Paper No. 0
Presentation Time: 10:20 AM
DID THE SNOWY MOUNTAIN ANORTHOSITE (ADIRONDACKS, NY) BEHAVE AS A MEGA-PORPHYROCLAST DURING REGIONAL DUCTILE DEFORMATION?
Plutons comprise a large volume of the crust and often form dome-shaped structures with the country rock. The Snowy Mt. anorthosite body, and related AMCG rocks, occur within a structural dome (Snowy Mt. dome, SMD) approximately 15 km across in the central Adirondacks, NY. The SMD is defined by a concentric mantle of variably foliated norite-, mangerite- and charnockite-gneisses that are compositionally and texturally gradational with the anorthosite. Foliation that defines the dome consists of aggregates of recrystallized plagioclase that alternate with brittlely deformed pyroxenes. The dome is doubly plunging NW & SE with an amplitude of about 1200 m. Mineral elongation lineations defined by aggregates of plagioclase and pyroxenes occur in the deformed mantle of the dome. Consistenly the lineations trend approximately E-W across the dome. Handsample kinematic analysis was performed on rocks around SMD using plagioclase d-clasts, s-clasts of cpx, S-C fabric, domino structures of broken opx, and shear bands. On the NE & NW flanks of the dome, the kinematic analysis yielded a dominant shear sense of top westward, while on the SE and SW sides of the dome, the kinematic analysis resulted in a top eastward shear sense. The foliation is penetrative in the dome flanks, however, the foliation is pregressively weaker developed toward the interior anorthosite and in the supracrustal rocks way from the dome. Additionally, foliation that wraps around SMD, narrows into the sinistral Moose River Plain shear zone (MRPz) to the west. The map pattern of anorthosite at the dome core shows narrow appendages that extend outward from the main body. These appendages contain the same penetrative foliation as the surrouding AMCG rocks.
A foliation trajectory map shows a complex transition between the MRPz and the SMD. Opposing shear sense on opposite flanks of the SMD suggests that ductile flow occurred around the anorthosite in an overall sinistral shear couple. Considering that SMD foliation merges with the foliation of the MRPz, and appears to have been deflected around the Snowy Mt. igneous suite, we tentatively conclude that the Snowy Mt. anorthosite behaved as a relatively rigid object during deformation. The folded shape of the foliation around the dome looks like that found around sinistral macroscopic porphyroclasts, however, at a much larger scale.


Required work
Go through the entries below and copy each line containing the word "Feedback".

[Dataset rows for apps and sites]
########

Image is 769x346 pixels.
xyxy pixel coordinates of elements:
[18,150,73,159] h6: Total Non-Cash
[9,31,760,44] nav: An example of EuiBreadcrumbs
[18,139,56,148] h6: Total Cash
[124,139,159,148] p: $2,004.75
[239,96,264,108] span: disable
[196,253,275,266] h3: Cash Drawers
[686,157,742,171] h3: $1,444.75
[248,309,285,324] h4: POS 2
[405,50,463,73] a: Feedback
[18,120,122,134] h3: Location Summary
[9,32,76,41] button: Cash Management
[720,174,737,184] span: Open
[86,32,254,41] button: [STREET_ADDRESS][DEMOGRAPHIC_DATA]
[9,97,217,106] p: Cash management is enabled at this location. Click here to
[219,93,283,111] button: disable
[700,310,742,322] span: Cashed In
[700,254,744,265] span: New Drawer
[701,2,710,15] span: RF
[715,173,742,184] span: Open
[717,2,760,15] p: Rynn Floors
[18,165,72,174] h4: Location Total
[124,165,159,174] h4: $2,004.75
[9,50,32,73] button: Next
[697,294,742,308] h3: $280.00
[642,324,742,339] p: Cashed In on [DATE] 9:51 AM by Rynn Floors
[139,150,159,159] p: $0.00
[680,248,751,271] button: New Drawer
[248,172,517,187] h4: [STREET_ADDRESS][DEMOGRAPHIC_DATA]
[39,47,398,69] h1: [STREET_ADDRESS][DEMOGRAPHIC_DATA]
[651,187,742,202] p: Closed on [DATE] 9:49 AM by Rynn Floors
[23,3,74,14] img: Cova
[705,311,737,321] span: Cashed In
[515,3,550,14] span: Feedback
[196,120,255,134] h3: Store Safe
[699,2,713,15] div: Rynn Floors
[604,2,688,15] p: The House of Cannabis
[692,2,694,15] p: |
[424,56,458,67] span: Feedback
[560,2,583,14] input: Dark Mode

########

Written response
[405,50,463,73] a: Feedback
[515,3,550,14] span: Feedback
[424,56,458,67] span: Feedback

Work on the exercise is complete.